The Russians probably thought we were idiots, but they started moving their troops south. They gathered 25,000 of their best soldiers on the right bank of the Dnipro, that mighty river that is very wide and difficult to cross. The counteroffensive had not yet begun. As it later turned out, it was supposed to start at an unexpected time, when everyone thought it wasn’t going to start at all.

The other part of the informational special operation was to make everyone believe that the coming counter-offensive would be hard, bloody, and tough. Our troops were slowly advancing to the south, which did not frighten the Russians. Then we started destroying all the bridges across the Dnipro, which they should have done carefully, because everyone could see that a trap was snapping here. But no, they kept fighting like a swarm of God’s little creatures, bees, wasps or hornets, flying close, stinging and dying – to their own surprise. Eventually the trap snapped shut in the south.

Then the counter-offensive promised for the south began in the north. It was prophesied to be slow, but it happened so fast that jokes were circulating on the internet: which is faster: a cheetah, a jet plane, the speed of light, or the Ukrainian counteroffensive?

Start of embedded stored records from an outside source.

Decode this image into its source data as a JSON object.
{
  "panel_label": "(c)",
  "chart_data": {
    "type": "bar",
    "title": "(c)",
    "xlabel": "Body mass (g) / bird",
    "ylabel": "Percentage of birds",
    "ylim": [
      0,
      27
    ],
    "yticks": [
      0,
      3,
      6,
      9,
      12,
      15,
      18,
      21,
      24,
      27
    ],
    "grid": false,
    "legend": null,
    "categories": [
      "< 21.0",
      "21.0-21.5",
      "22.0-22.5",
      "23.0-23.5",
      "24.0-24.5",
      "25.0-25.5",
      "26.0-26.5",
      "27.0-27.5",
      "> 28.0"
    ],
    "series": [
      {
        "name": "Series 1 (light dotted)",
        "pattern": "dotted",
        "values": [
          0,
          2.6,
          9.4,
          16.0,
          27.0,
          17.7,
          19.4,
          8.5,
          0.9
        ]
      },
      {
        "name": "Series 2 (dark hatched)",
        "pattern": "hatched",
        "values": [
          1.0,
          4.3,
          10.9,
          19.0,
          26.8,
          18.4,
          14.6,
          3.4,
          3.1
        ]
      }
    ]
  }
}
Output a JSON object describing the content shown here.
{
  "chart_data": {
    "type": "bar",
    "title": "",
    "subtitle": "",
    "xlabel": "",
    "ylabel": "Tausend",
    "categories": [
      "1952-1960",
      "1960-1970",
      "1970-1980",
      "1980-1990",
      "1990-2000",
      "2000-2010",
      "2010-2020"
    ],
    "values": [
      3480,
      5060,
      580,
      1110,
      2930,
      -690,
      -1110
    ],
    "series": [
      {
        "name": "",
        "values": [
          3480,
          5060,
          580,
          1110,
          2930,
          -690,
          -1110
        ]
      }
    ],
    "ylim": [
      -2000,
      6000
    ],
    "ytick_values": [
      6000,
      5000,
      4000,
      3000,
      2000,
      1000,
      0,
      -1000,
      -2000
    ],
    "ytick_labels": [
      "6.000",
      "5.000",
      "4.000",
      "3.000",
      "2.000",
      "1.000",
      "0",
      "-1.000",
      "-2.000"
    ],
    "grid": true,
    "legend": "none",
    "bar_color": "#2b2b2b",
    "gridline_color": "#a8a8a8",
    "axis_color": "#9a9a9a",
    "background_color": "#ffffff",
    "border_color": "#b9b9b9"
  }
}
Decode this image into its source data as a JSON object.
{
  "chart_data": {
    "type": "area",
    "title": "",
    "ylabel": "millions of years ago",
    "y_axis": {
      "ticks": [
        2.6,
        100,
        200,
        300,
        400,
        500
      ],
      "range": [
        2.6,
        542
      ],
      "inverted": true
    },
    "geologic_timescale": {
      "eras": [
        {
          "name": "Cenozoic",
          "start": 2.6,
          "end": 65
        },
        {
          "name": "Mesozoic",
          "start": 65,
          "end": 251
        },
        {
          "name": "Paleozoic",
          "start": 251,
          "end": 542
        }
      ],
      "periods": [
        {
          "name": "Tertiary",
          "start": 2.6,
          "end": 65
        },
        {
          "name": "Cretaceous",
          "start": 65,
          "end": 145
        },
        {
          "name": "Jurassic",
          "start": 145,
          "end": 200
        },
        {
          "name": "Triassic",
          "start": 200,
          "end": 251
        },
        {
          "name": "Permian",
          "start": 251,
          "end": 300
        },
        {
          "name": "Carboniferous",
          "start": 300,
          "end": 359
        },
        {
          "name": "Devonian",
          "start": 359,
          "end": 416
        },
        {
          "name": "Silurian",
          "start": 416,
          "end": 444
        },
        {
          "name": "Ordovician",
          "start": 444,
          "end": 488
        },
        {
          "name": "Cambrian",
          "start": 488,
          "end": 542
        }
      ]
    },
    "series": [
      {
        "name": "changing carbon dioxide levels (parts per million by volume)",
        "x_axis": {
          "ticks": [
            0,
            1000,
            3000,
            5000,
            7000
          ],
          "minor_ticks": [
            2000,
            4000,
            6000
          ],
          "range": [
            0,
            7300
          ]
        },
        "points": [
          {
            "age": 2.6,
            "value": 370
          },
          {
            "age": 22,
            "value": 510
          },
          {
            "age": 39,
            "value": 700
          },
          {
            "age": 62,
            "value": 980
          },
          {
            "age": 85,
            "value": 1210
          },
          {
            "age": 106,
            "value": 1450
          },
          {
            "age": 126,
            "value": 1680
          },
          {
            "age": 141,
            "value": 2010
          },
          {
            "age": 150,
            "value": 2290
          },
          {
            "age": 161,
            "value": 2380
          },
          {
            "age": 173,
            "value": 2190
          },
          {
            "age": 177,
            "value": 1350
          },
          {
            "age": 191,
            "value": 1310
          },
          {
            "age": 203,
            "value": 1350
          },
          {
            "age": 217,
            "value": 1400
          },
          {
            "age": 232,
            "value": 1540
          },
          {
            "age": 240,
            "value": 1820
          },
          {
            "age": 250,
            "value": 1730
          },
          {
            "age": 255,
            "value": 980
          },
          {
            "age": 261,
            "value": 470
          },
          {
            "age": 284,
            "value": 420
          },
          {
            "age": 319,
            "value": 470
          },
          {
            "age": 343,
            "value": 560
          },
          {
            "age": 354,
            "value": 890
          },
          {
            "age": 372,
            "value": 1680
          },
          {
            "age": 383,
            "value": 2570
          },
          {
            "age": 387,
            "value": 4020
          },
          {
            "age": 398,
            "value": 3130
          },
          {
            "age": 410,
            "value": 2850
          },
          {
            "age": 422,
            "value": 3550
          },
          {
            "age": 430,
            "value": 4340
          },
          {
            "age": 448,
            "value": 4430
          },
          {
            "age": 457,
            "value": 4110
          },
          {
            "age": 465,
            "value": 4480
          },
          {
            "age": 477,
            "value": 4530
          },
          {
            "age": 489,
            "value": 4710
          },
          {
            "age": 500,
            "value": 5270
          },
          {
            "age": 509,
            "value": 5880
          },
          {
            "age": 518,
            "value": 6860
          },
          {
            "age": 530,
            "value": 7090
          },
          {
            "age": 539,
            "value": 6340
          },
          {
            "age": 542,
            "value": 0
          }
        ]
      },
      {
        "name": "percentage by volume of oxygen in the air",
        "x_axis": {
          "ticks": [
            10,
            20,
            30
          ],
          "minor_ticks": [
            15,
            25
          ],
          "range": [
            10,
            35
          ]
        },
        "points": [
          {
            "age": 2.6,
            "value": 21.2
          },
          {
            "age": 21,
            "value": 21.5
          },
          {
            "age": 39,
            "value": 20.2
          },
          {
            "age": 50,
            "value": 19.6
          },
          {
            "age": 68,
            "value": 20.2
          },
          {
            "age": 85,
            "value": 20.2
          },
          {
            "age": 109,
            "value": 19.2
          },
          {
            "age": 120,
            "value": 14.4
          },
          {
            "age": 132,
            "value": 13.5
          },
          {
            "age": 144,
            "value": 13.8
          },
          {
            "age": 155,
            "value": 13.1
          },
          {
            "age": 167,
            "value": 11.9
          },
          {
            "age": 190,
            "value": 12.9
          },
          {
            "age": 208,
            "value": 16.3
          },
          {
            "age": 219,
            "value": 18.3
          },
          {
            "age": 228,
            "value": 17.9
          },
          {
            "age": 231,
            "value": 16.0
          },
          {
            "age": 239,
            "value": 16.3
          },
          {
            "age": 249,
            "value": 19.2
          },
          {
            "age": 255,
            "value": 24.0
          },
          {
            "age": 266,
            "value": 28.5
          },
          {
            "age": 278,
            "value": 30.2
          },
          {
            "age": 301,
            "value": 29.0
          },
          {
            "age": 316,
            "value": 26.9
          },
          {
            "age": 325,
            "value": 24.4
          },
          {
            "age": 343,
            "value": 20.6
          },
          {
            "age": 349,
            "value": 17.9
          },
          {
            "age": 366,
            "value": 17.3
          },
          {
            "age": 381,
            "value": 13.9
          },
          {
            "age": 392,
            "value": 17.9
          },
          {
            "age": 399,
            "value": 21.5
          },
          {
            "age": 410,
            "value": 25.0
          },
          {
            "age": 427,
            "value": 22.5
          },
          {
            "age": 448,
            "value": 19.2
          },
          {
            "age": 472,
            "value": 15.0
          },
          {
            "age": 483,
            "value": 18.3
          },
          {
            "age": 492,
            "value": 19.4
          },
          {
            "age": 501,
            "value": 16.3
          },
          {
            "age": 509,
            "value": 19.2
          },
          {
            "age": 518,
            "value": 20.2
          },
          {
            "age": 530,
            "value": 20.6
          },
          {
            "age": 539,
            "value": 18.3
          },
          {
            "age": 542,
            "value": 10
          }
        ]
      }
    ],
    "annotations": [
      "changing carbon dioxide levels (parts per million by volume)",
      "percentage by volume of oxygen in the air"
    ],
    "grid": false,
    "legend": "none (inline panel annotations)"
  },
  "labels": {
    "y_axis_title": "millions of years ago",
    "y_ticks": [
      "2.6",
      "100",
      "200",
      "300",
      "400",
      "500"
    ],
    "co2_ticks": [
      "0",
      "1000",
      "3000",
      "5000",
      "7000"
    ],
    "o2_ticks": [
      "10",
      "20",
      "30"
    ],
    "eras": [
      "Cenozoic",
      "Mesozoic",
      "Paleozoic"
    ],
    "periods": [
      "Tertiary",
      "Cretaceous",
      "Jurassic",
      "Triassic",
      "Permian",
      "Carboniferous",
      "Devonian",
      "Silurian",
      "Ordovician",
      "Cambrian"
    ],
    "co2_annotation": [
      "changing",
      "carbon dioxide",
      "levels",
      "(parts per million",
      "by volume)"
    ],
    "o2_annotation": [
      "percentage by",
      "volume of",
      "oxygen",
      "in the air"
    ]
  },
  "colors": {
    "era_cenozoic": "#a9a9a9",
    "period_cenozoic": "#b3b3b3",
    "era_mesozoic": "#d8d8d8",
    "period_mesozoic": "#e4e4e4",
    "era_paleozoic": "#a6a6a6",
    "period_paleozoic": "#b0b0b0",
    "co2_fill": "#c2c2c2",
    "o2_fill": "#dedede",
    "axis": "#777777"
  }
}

In just three days, the architects managed to clear thousands of square kilometers of territory from bees, wasps and hornets, killing an average of six hundred Russians a day, which may sound like a lot. But if you calculate that that’s about half an orc per square kilometer, it’s definitely not much.

Unfortunately, Buryats, Tungus, Ingush, and other subspecies of the great Russian nation die much more frequently than “pure” Russians in this war. For example, for every Muscovite there are 275 Buryats and 350 Tungus, which means that Putin is committing genocide not only against Ukrainians, but also against small peoples of the Russian Federation.

The citizens of the Luhansk and Donetsk regions are also dying in droves. One of them left his wife a final letter. He was found during the battles for Balaklia.

“It’s not right to die in the summer,” the 26-year-old soldier wrote on two pages with the heading “Letter written before death”: “It wouldn’t be bad to be by the sea now.”

Perhaps he was one of those who made a Faustian pact and sold his soul cheaply to Putin, a modern-day fake Mephisto. But he was probably forcibly recruited by the Russian army and thrown into battle without mercy, where his tiny spark of lucid consciousness was lost forever in the war’s great conflagration.

To person

Sergei Gerasimov - What is the war?

PD

Sergei Gerasimov – What is the war?

Of the war diaries written after the February 24 Russian invasion of Ukraine, those of Sergei Vladimirovich Gerasimov are among the most disturbing and touching. They combine the power of observation and knowledge of human nature, empathy and imagination, a sense of the absurd and inquiring intelligence. Gerasimov was born in Kharkiv in 1964. He studied psychology and later wrote a psychology textbook for schools and scientific articles on cognitive activity. His literary ambitions have so far been science fiction and poetry. Gerasimov and his wife live in the center of Kharkiv in an apartment on the third floor of a high-rise building. The NZZ published 71 “Notes from the War” in the spring and 69 in the summer. The first part is now available as a book on DTV under the title «Feuerpanorama». Of course, the author does not run out of material. – Here is the 10th contribution of the third part.

Translated from the English by Andreas Breitenstein.

Series: «War Diary from Kharkiv»

After a break, the Ukrainian writer Sergei Gerasimov has continued his war diary. From the beginning of the fighting, he reported on the horrors and absurdities of everyday life in the center of his hometown of Kharkiv, which is still being shelled.